Thanksgiving week is upon us and with everyone making an extra grocery shopping trip or two, it brings to mind the relatively recent update to Massachusetts law with regards to slip and fall accidents in produce and other ‘self-service’ areas of the grocery store.
Almost all grocery stores have self-service areas where customers can sort through and choose their own food items, the produce section being the most obvious example. When produce falls to the floor, it creates an unsafe condition and a slipping hazard. Serious injuries may result from such slip and falls. Prior to 2007, if a store customer slipped and fell on a food item which had fallen to the floor, that customer would be required to prove that the grocery store either caused the food item to be on the floor or to have actually known that the food item was on the floor or that the food item was on the floor for so long that the grocery store should have been aware of the unsafe condition. This was a trying, but not impossible, standard for injured customers to meet.
In 2007, the Massachusetts Supreme Judicial Court decided Sheehan v. Roche Brothers Supermarkets, Inc., 448 Mass. 780, 791 (2007). That case involved a gentleman who was slipped and fell on a grape in the produce department, sustaining serious injuries. The lower court sided with the grocery store, saying the customer could not prove that the store had actual or constructive knowledge of the grape on the floor. The Supreme Judicial Court sided with the injured customer and adopted the ‘mode of operation’ theory of liability against the grocery store. It held that if an unsafe condition was reasonably foreseeable and resulted from an owner’s self-service business or mode of operation, and the customer slips as a result of the unsafe condition, the customer will meet the burden of proving the notice requirement described above. Sheehan v. Roche Brothers Supermarkets, Inc., 448 Mass. 780, 791 (2007). In other words, if an item falls to the floor in a department of the grocery store such as the produce department, the grocery store is already put on notice that items might fall to the floor, creating an unsafe slipping hazard. If a customer then slips on such fallen items, the grocery store is now liable regardless of the amount of time that the fallen item has been on the ground. Therefore, this new standard makes it easier for injured customers to prove their cases against such stores.
If you have suffered a slip and fall injury in a grocery store or supermarket, the attorneys in the Tort Department at Keches Law Group would be happy to discuss your situation with you as we have been very successful in representing our injured clients in such matters.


■ What you need to do: An exact transcription of every record below is required, with the pictures left out.

■ Provided entries:

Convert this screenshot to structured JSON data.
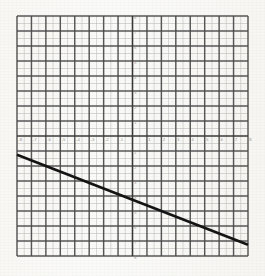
{
  "figure": {
    "kind": "coordinate-grid-line-graph",
    "background_color": "#faf9f7",
    "major_grid_color": "#4a4a4a",
    "minor_grid_color": "#b9b9b6",
    "axis_color": "#3a3a3a",
    "line_color": "#141414"
  },
  "axes": {
    "x_label": "",
    "y_label": "",
    "x_tick_labels": [
      "-8",
      "-7",
      "-6",
      "-5",
      "-4",
      "-3",
      "-2",
      "-1",
      "1",
      "2",
      "3",
      "4",
      "5",
      "6",
      "7",
      "8"
    ],
    "y_tick_labels": [
      "8",
      "7",
      "6",
      "5",
      "4",
      "3",
      "2",
      "1",
      "1",
      "2",
      "3",
      "4",
      "5",
      "6",
      "7",
      "8"
    ],
    "origin_label": ""
  },
  "chart_data": {
    "type": "line",
    "title": "",
    "xlabel": "",
    "ylabel": "",
    "xlim": [
      -8,
      8
    ],
    "ylim": [
      -8,
      8
    ],
    "x_major_step": 1,
    "y_major_step": 1,
    "minor_subdivisions": 2,
    "grid": true,
    "legend": false,
    "series": [
      {
        "name": "line",
        "kind": "segment",
        "slope": -0.375,
        "intercept": -4.25,
        "x": [
          -8,
          8
        ],
        "values": [
          -1.25,
          -7.25
        ],
        "points": [
          {
            "x": -8,
            "y": -1.25
          },
          {
            "x": 0,
            "y": -4.25
          },
          {
            "x": 8,
            "y": -7.25
          }
        ],
        "color": "#141414",
        "width_px": 2.6
      }
    ],
    "annotations": []
  }
}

■ Answer to this exercise:
Convert this screenshot to structured JSON data.
{
  "figure": {
    "kind": "coordinate-grid-line-graph",
    "background_color": "#faf9f7",
    "major_grid_color": "#4a4a4a",
    "minor_grid_color": "#b9b9b6",
    "axis_color": "#3a3a3a",
    "line_color": "#141414"
  },
  "axes": {
    "x_label": "",
    "y_label": "",
    "x_tick_labels": [
      "-8",
      "-7",
      "-6",
      "-5",
      "-4",
      "-3",
      "-2",
      "-1",
      "1",
      "2",
      "3",
      "4",
      "5",
      "6",
      "7",
      "8"
    ],
    "y_tick_labels": [
      "8",
      "7",
      "6",
      "5",
      "4",
      "3",
      "2",
      "1",
      "1",
      "2",
      "3",
      "4",
      "5",
      "6",
      "7",
      "8"
    ],
    "origin_label": ""
  },
  "chart_data": {
    "type": "line",
    "title": "",
    "xlabel": "",
    "ylabel": "",
    "xlim": [
      -8,
      8
    ],
    "ylim": [
      -8,
      8
    ],
    "x_major_step": 1,
    "y_major_step": 1,
    "minor_subdivisions": 2,
    "grid": true,
    "legend": false,
    "series": [
      {
        "name": "line",
        "kind": "segment",
        "slope": -0.375,
        "intercept": -4.25,
        "x": [
          -8,
          8
        ],
        "values": [
          -1.25,
          -7.25
        ],
        "points": [
          {
            "x": -8,
            "y": -1.25
          },
          {
            "x": 0,
            "y": -4.25
          },
          {
            "x": 8,
            "y": -7.25
          }
        ],
        "color": "#141414",
        "width_px": 2.6
      }
    ],
    "annotations": []
  }
}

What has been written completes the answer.